Being a hunter on a vegan farm sanctuary


This past weekend I went to a wedding that was held on a veganfarm animal sanctuary. The farm sanctuary is near Woodstock in upstate New York (“upstate” is technically anywhere in New York that is north of the five boroughs though people who live in Rochester or Niagara Falls might beg to differ—Albany might be a more suitable line of demarcation). This was not in the suburbs, but in a rural area where the crowded noise of the city does not reach until we bring it with us.

The bride in the wedding is an earnest young woman whose love of animals knows almost no bounds. I was bound to respect her wishes, though I’m not sure my belt and shoes were not leather. I thought it best to tread close to violating the sanctity of veganism rather than risk dressing like a hippie at a friend’s wedding. The groom was Joey Steel, one of the hardest working and intense men the punk rock scene has ever known. His progressive politics make Jello Biafra look like Ted Nugent.

A friend and former coworker who is a vegan was delighted that I was going. She sponsors a pig there named Julia and asked me to send her a photo.

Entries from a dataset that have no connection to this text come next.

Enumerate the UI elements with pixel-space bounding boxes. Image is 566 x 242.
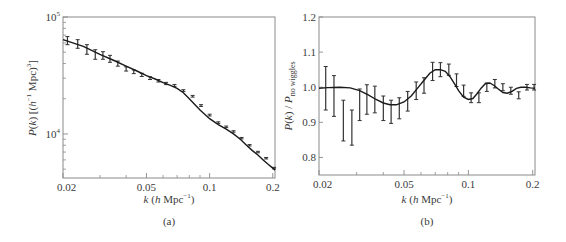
- panel-b-caption: (b): [421, 215, 434, 228]
- x-tick-label: 0.05: [137, 181, 157, 193]
- panel-a-frame: [63, 17, 275, 178]
- error-bar: [406, 91, 410, 111]
- error-bar: [232, 131, 236, 132]
- x-tick-label: 0.2: [526, 178, 540, 190]
- panel-b-y-ticks: 0.80.91.01.11.2: [302, 11, 323, 163]
- error-bar: [264, 157, 268, 158]
- panel-a-y-ticks: 104105: [46, 10, 69, 169]
- panel-a-power-spectrum: 0.020.050.10.2 104105 k (h Mpc−1) P(k) […: [25, 10, 280, 228]
- y-tick-label: 105: [46, 10, 61, 23]
- panel-a-x-ticks: 0.020.050.10.2: [57, 173, 280, 193]
- y-tick-label: 0.8: [302, 151, 316, 163]
- x-tick-label: 0.02: [313, 178, 332, 190]
- y-tick-label: 1.1: [302, 46, 316, 58]
- figure-canvas: 0.020.050.10.2 104105 k (h Mpc−1) P(k) […: [0, 0, 566, 242]
- error-bar: [191, 95, 195, 97]
- panel-a-error-bars: [65, 37, 276, 169]
- error-bar: [469, 93, 473, 103]
- panel-b-x-ticks: 0.020.050.10.2: [313, 170, 540, 190]
- error-bar: [332, 76, 336, 117]
- x-tick-label: 0.02: [57, 181, 76, 193]
- error-bar: [365, 85, 369, 114]
- panel-a-y-axis-label: P(k) [(h−1 Mpc)3]: [25, 60, 39, 137]
- y-tick-label: 0.9: [302, 116, 316, 128]
- error-bar: [248, 145, 252, 146]
- error-bar: [350, 110, 354, 145]
- x-tick-label: 0.2: [266, 181, 280, 193]
- panel-b-frame: [319, 17, 535, 175]
- error-bar: [199, 105, 203, 107]
- y-tick-label: 1.0: [302, 81, 316, 93]
- error-bar: [256, 151, 260, 152]
- error-bar: [224, 126, 228, 128]
- y-tick-label: 104: [46, 127, 61, 140]
- error-bar: [477, 93, 481, 103]
- y-tick-label: 1.2: [302, 11, 316, 23]
- panel-a-x-axis-label: k (h Mpc−1): [144, 192, 195, 206]
- panel-b-error-bars: [324, 62, 536, 145]
- x-tick-label: 0.1: [462, 178, 476, 190]
- panel-b-wiggle-ratio: 0.020.050.10.2 0.80.91.01.11.2 k (h Mpc−…: [282, 11, 540, 228]
- error-bar: [358, 89, 362, 121]
- error-bar: [381, 96, 385, 121]
- x-tick-label: 0.05: [394, 178, 414, 190]
- error-bar: [389, 100, 393, 123]
- panel-b-y-axis-label: P(k) / Pno wiggles: [282, 61, 297, 131]
- error-bar: [397, 98, 401, 119]
- x-tick-label: 0.1: [203, 181, 217, 193]
- error-bar: [341, 100, 345, 141]
- error-bar: [517, 92, 521, 99]
- error-bar: [208, 114, 212, 116]
- error-bar: [501, 84, 505, 91]
- panel-a-caption: (a): [163, 215, 176, 228]
- panel-b-x-axis-label: k (h Mpc−1): [402, 192, 453, 206]
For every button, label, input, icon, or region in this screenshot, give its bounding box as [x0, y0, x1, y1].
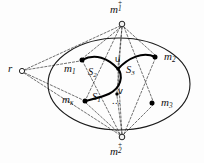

We arrived a bit on the late side, as driving there meant contending with traffic and a hotel that said we could check in early and then said we couldn’t. As we pulled into the farm sanctuary, a woman came out of a small guard house to greet us. We told her we were going to the wedding and she told us where to go, asking us to drive slowly and be careful of children or animals that might wander onto the dirt road.

I did not mention to the woman that I would every gladly kill and eat every animal on the sanctuary or that she was missing out because chickens, cows, and pigs are all very delicious. That would be rude to say, but I could not help thinking it as we rolled past tasty-looking animals. My wife learned from speaking to some of the staff that the eggs that the chickens produce on the farm sanctuary are cooked and fed back to the chickens, in a strange horror show of avian cannibalism.

After the ceremony, the bride and groom invited guests to take a tour of the facility, which resembled a farm in many ways. The animals there have come from various farms and people can often go into their enclosures and pet them. I got to feed a very large cow named Elvis.

When the tour reached the pigs, I asked the tour guide which pig was Julia the pig. The tour guide said she did not know of a pig named Julia there, that perhaps I was confusing their animal sanctuary with another one. Apparently this place has not cornered the market on hippie vegan farm sanctuaries where people pay for farm animals they can’t eat. Who knew? I was sure that this was the place though and sent my friend a photo of several of the pigs to ask if one of them was her Julia.
I hope no bad fate has befallen this pig. I hope that she really exists and is not just a scam to wring money out of kind-hearted vegans.

It is a sign of comfort and stability that people in our society can not only be vegans but invest in livestock that will never be eaten. In many parts of the world, people cannot afford to not eat their animals or the milk or eggs they produce. An abundance of food and reliability of agricultural yield are great benefits of the First World no one wants to give up. Even at my lowest points of unemployment and poverty, I never thought starvation was a remote possibility.

One of the reasons I got into hunting was because I believe that if you eat meat, you should be willing to hunt. You should know first-hand about the spilling of blood that puts food on your plate. Death is part of life; to sanitize our experience with death is to provide a false version of life. Vegans and hunters are similar in this way: they both acknowledge that the central defining act of eating meat happens not in the presentation on the plate, but on the floor of the forest or the slaughter house.

The Catskills are inspiring and my wife and I are grateful to have been invited to such a great wedding in such a beautiful place. And as much as I enjoy hunting, I can be a vegan for a few hours for my friends.